Everyone Gen X and up it seems fixates on the wealthy Trump of the eighties. That's what I hear kind of all the hack Trump impressions doing, the old eighties Trump, the womanizer. [In a smoother Trump voice]: She's a very beautiful woman. She's got great legs and, you know, I'm hoping we get really close with it. I think it'd be really nice to get to know her. [In his normal voice]: And that's not who Trump is now. Like, he's the devil. And he's old. That's the main thing I focus on, is that this is a rasping old man who is inches from death at any moment. He's dying. He's inches from death and Billy Crystal has come out with the bellows from the Princess Bride and they pumped him full of steroids and give him a big shot in his ass, and he's hanging on for dear life every moment of the day.
It seems like a lot of the traditional comedy world has kind of struggled to get a handle on Trump because the traditional, like, "look at this doofus" just doesn't really seem to land with him. Why is Trump such a difficult person to lampoon?
Well, it's hard to spoof a spoof, right? It's like, Spaceballs is hilarious, but if you tried to make one of those Not Another Teen Movie's about Spaceballs, you're doing a Xerox of a Xerox of a Xerox.

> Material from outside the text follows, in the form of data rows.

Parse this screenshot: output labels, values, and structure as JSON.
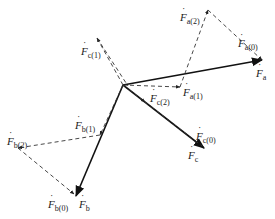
{
  "diagram": {
    "type": "vector-phasor-diagram",
    "origin": {
      "x": 123,
      "y": 85
    },
    "colors": {
      "solid": "#111111",
      "dashed": "#333333",
      "background": "#ffffff"
    },
    "vectors": [
      {
        "id": "Fa",
        "symbol": "F",
        "sub": "a",
        "style": "solid",
        "to": {
          "x": 262,
          "y": 60
        }
      },
      {
        "id": "Fb",
        "symbol": "F",
        "sub": "b",
        "style": "solid",
        "to": {
          "x": 76,
          "y": 196
        }
      },
      {
        "id": "Fc",
        "symbol": "F",
        "sub": "c",
        "style": "solid",
        "to": {
          "x": 204,
          "y": 148
        }
      },
      {
        "id": "Fa1",
        "symbol": "F",
        "sub": "a(1)",
        "style": "dashed",
        "to": {
          "x": 180,
          "y": 87
        }
      },
      {
        "id": "Fc1",
        "symbol": "F",
        "sub": "c(1)",
        "style": "dashed",
        "to": {
          "x": 97,
          "y": 38
        }
      },
      {
        "id": "Fb1",
        "symbol": "F",
        "sub": "b(1)",
        "style": "dashed",
        "to": {
          "x": 100,
          "y": 135
        }
      },
      {
        "id": "Fc2",
        "symbol": "F",
        "sub": "c(2)",
        "style": "dashed",
        "to": {
          "x": 145,
          "y": 102
        }
      }
    ],
    "labels": [
      {
        "id": "lbl-Fa2",
        "sub": "a(2)",
        "x": 180,
        "y": 12
      },
      {
        "id": "lbl-Fa0",
        "sub": "a(0)",
        "x": 250,
        "y": 38
      },
      {
        "id": "lbl-Fa",
        "sub": "a",
        "x": 258,
        "y": 68
      },
      {
        "id": "lbl-Fc1",
        "sub": "c(1)",
        "x": 81,
        "y": 48
      },
      {
        "id": "lbl-Fc2",
        "sub": "c(2)",
        "x": 150,
        "y": 95
      },
      {
        "id": "lbl-Fa1",
        "sub": "a(1)",
        "x": 183,
        "y": 88
      },
      {
        "id": "lbl-Fb1",
        "sub": "b(1)",
        "x": 75,
        "y": 121
      },
      {
        "id": "lbl-Fb2",
        "sub": "b(2)",
        "x": 7,
        "y": 136
      },
      {
        "id": "lbl-Fc0",
        "sub": "c(0)",
        "x": 197,
        "y": 131
      },
      {
        "id": "lbl-Fc",
        "sub": "c",
        "x": 188,
        "y": 150
      },
      {
        "id": "lbl-Fb0",
        "sub": "b(0)",
        "x": 48,
        "y": 199
      },
      {
        "id": "lbl-Fb",
        "sub": "b",
        "x": 77,
        "y": 199
      }
    ],
    "label_symbol": "F",
    "label_dot": "˙"
  }
}
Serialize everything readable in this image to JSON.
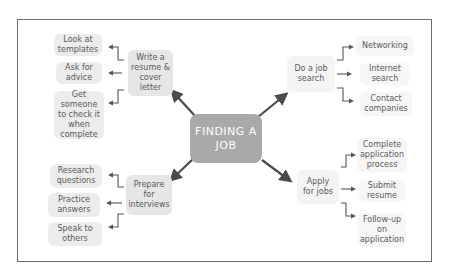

Trump is hilarious. So you're trying to parody something that is already a parody of society.
The other thing is he's very popular with people who think the mainstream and the media is against them. I grew up being raised [to believe] that Hollywood was the devil and that liberals are trying to like, murder babies. I was told a very simple worldview. Trump manages to uncomplicate the world for a lot of people. I'm on the phone with literal Trump voters once a week, you know, just talking to my own family. They don't give a shit about, he fucks porn stars and he fucks around on his wife. They don't care about any of his earthly sins. He repeats their own values back to them. And all they want to see is their values reflected in the world. The fact that we don't all see Trump in the same light could be a reason for why a lot of the Trump comedy doesn't hit.
I try to just highlight that he's a bullshitter. Whenever I ramble in that Trump voice, I'm hoping to just sort of subtly illustrate, like, this guy just has no idea what he's talking about. He just talks out of his ass and he's pure Americana. He is confidence without substance. He gives voice to that angry confidence and he doesn't have to be right. So, you know, whether or not my takes about Scooby Doo are correct or not, that's besides the point.
How did you decide to go for this sort of absurdist approach, as opposed to trying to imitate something he would actually talk about?
Before COVID, when I was doing my Trump bits in front of people, I could sort of feel when, if I was getting a little bit more serious about how he makes me feel, how he makes me feel separate from the Christians in my life, how he makes me feel queasy about the rise of fascism -- I just felt the audience pulling back. It doesn't make anybody feel good. I mean, he doesn't even make his supporters feel good. They feel like they're under attack all the time.
Ultimately my job as a comedian is more important than my feelings as a former evangelical or a leftist or whatever it is. I have a job to do, which is to make the maximum amount of people in the room happy for a moment and take them on a vacation from reality.
It's just cathartic for me to sort of take this Trump toy out and play with it and be silly with it. It defangs it a little bit, robs it a little bit of its mystique and power and I mean, as we're aware, he hates being made fun of. So I think I just find a sweet spot between how stupid he is and not bringing up the political realities that make us feel so queasy all day.